Dame Elisabeth Jean FrinkCH DBE RA (14 November 1930 – 18 April 1993) was an English sculptor and printmaker. Her Times obituary noted the three essential themes in her work as "the nature of Man; the 'horseness' of horses; and the divine in human form".

Early life

Elisabeth Frink was born in November 1930 at her paternal grandparents' home The Grange in Great Thurlow, a village and civil parish in the St Edmundsbury district of Suffolk, England. Her parents were Ralph Cuyler Frink and Jean Elisabeth (née Conway-Gordon). Captain Ralph Cuyler Frink, was a career officer in the 4th/7th Royal Dragoon Guards and among the men of the cavalry regiment evacuated from Dunkirk in the early summer of 1940. She was raised in a Catholic household.
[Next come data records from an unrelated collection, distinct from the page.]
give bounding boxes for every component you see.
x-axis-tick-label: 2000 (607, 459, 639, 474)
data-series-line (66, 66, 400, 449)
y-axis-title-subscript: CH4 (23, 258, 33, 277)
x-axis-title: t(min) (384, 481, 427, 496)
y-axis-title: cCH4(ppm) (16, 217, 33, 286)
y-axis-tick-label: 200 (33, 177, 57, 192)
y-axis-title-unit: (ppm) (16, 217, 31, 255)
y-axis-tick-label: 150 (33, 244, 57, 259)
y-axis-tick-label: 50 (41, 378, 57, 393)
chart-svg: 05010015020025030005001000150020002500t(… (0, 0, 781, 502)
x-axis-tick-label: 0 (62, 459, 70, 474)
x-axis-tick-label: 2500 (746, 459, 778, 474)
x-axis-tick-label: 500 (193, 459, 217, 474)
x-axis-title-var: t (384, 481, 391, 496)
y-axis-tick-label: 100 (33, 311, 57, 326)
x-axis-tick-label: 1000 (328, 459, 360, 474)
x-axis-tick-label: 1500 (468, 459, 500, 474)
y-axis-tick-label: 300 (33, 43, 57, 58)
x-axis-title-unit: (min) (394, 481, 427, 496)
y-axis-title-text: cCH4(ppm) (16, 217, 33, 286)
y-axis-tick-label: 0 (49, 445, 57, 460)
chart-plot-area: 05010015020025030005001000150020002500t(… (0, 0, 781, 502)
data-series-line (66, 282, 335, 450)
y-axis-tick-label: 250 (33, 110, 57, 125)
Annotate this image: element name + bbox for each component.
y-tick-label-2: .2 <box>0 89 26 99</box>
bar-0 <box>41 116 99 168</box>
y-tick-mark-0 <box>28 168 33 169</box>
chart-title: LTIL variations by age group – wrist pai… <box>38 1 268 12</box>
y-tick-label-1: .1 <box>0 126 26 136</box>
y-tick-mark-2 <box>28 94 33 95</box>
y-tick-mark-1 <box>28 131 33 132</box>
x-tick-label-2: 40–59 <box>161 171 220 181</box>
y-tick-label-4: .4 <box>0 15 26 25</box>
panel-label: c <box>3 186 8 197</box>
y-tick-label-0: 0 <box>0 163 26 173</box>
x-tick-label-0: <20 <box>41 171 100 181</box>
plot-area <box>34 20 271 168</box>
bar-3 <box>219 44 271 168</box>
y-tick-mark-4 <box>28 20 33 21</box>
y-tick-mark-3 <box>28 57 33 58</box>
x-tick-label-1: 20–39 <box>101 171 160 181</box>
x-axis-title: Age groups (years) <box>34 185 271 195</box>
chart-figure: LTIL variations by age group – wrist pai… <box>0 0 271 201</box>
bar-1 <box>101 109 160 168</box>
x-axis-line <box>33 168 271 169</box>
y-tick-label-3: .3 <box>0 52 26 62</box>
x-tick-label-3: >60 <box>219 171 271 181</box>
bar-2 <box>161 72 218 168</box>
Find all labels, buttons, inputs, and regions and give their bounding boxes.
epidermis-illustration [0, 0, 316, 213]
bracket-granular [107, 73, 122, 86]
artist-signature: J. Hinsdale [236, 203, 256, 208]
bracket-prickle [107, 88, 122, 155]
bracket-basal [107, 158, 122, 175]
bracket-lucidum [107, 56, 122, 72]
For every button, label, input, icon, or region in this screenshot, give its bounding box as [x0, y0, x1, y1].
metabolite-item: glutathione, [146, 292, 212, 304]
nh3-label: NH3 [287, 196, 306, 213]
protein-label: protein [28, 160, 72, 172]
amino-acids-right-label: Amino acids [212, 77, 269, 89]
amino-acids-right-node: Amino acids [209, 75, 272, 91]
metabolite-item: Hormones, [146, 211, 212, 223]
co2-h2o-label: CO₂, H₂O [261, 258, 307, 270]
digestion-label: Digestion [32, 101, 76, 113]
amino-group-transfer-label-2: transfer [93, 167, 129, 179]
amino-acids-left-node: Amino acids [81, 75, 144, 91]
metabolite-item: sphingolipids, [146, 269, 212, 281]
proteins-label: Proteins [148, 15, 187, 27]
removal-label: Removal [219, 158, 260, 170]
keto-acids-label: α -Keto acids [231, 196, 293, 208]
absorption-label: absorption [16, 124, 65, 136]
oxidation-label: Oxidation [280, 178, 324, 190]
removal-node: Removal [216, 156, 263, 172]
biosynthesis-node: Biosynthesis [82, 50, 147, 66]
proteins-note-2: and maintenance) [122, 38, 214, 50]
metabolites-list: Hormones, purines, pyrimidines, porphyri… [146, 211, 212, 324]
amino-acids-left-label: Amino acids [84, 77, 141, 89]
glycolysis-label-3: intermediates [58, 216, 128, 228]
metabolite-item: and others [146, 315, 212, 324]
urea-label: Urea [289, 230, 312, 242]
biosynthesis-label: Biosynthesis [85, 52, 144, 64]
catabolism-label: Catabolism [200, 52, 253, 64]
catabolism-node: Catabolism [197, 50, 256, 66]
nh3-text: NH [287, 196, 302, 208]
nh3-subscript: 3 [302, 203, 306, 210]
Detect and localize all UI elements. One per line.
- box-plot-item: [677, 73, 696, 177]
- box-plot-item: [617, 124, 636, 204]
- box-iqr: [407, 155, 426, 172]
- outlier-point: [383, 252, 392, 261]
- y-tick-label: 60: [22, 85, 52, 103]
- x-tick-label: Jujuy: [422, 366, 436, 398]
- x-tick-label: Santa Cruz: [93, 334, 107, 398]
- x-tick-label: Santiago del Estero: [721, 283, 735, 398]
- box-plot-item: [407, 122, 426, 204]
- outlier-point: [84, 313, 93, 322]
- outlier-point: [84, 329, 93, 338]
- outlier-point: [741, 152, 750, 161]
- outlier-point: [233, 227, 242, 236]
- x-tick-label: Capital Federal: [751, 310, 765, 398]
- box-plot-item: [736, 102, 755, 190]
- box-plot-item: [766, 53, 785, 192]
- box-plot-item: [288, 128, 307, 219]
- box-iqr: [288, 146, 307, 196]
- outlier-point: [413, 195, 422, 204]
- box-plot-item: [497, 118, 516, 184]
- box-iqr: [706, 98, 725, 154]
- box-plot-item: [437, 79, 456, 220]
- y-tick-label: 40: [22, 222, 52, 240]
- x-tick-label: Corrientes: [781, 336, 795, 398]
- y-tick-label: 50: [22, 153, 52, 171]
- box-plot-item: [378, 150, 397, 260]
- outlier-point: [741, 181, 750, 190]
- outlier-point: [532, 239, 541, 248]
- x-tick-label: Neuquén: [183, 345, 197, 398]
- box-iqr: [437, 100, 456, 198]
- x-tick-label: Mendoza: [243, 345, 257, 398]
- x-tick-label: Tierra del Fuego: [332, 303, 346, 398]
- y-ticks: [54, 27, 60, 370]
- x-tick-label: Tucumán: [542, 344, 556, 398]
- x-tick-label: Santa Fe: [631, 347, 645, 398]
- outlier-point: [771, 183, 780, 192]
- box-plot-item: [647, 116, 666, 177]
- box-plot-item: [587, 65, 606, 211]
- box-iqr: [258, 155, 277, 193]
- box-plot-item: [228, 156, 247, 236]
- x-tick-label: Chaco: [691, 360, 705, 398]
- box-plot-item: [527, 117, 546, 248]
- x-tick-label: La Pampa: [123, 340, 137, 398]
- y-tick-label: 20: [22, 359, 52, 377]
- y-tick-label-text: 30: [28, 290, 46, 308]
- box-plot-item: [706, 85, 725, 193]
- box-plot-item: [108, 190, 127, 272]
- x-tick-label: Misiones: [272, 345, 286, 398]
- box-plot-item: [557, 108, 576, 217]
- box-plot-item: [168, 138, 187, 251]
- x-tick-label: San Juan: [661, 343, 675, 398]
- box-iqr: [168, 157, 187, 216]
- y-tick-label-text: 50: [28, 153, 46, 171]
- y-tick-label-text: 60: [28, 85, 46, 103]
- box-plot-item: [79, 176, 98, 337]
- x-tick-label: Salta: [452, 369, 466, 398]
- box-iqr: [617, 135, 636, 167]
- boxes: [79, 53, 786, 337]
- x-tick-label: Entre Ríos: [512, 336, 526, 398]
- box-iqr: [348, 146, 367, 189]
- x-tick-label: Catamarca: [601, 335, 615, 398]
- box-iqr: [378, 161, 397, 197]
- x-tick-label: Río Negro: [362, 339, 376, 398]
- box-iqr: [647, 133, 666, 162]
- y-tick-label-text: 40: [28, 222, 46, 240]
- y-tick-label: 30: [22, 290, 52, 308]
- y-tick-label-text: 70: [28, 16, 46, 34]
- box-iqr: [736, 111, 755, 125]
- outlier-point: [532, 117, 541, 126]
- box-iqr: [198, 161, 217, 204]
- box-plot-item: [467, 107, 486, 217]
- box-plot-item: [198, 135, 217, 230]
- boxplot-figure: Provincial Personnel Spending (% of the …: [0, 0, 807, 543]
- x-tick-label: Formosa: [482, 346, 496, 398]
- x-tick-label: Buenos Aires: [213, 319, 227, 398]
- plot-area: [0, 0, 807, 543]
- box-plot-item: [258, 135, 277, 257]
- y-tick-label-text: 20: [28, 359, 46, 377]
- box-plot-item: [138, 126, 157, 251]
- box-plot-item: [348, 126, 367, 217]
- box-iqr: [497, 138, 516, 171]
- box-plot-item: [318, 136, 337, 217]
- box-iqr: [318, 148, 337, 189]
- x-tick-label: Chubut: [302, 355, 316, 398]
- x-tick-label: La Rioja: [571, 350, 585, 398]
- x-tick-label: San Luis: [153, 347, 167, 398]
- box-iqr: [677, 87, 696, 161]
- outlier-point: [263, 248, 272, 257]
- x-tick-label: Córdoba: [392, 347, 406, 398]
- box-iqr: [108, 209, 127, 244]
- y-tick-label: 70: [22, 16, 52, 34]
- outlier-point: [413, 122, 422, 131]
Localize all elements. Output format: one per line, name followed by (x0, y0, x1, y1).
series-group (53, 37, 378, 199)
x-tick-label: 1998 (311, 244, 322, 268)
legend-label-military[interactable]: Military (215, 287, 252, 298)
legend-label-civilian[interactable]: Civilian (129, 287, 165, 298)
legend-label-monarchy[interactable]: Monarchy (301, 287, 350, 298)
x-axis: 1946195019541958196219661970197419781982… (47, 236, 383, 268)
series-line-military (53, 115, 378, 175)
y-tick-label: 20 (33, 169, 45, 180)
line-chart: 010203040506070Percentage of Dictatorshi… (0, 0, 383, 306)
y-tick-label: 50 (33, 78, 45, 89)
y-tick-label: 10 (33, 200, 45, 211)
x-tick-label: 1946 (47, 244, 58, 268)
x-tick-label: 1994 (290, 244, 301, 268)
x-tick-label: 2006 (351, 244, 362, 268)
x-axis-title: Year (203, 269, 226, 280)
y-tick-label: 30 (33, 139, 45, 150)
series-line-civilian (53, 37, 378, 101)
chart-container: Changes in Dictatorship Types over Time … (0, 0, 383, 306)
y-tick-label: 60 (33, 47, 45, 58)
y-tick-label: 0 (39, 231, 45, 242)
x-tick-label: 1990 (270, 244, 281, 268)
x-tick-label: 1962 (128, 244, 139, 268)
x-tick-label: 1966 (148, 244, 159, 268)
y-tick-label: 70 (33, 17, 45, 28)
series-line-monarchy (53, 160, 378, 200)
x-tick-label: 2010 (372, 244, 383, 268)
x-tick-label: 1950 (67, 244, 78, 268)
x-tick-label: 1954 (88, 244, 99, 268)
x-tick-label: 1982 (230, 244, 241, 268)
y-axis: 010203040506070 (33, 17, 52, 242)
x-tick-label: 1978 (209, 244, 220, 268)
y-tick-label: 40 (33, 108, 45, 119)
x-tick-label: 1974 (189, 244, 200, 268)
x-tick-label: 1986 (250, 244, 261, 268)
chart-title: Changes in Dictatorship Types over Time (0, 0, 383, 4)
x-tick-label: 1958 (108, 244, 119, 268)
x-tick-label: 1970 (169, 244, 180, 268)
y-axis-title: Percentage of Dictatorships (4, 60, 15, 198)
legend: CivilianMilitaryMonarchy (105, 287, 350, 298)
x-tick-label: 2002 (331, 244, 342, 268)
The Second World War, which broke out shortly before Frink's ninth birthday, provided context for some of her earliest artistic works. Growing up near a military airfield in Suffolk, she heard bombers returning from their missions and on one occasion was forced to hide under a hedge to avoid the machine gun attack of a German fighter plane. Her early drawings, from the period before she attended arts school in London, have a powerful apocalyptic flavour: themes include wounded birds and falling men. During the course of the war Frink was evacuated with her mother and brother Tim to Exmouth, Devon where she attended Southlands Church of England School. When Southlands School was commandeered for the war effort in 1943 Frink became a full time pupil at The Convent of the Holy Family School.

Career

Frink studied at the Guildford School of Art (now the University for the Creative Arts) (1946–1949), under Willi Soukop, and at the Chelsea School of Art (1949–1953). She was part of a postwar group of British sculptors, dubbed the Geo

Elisabeth Frink

Dame Elisabeth Frink CH DBE RA was a British sculptor and printmaker.

 

Elisabeth Frink studied at the Guildford School of Art (1946-1949) and Chelsea School of Art (1949-1953). Frink’s subject matter varies from animals to male figures, where she explores their strengths and vulnerabilities as well as their relationship to one another. Growing up in the Suffolk countryside during the Second World War, Frink’s stark interpretation of conflict and post-war angst at the 1952 Venice Biennale aligned her practice with the ‘Geometry of Fear’ group including contemporaries Reg Butler, Bernard Meadows and Kenneth Armitage. That same year aged just 22, Frink held her first solo exhibition at London’s Beaux Arts Gallery, where London’s Tate Gallery acquired the bronze Bird for their permanent collection. This early imagery took the form of menacing ravens and vultures, which later morphed into hybrid ‘birdman’ sculptures, inspired by themes of flight and the soldiers she grew up around. Later animal sculptures of dogs and horses further explored man’s gentler relationship to nature, capturing a companionship and strength between them. Horses, in particular, became a seminal aspect of her practice. Depicted both in motion and standing still they feature alongside her male figures as trusted partners or as solitary beings, representing freedom and beauty.

 

A fascination with the human form and concept of masculinity also led to numerous works featuring barrel-chested men and male heads with mask-like features. Having felt that the female form was too traditional in its representation within art, Frink found that the male could instead be used as a presence far removed from the idealised portrayals of Western society. Her figures capture the complexities of the human condition in their physical forms as well as the energy and emotion under the surface.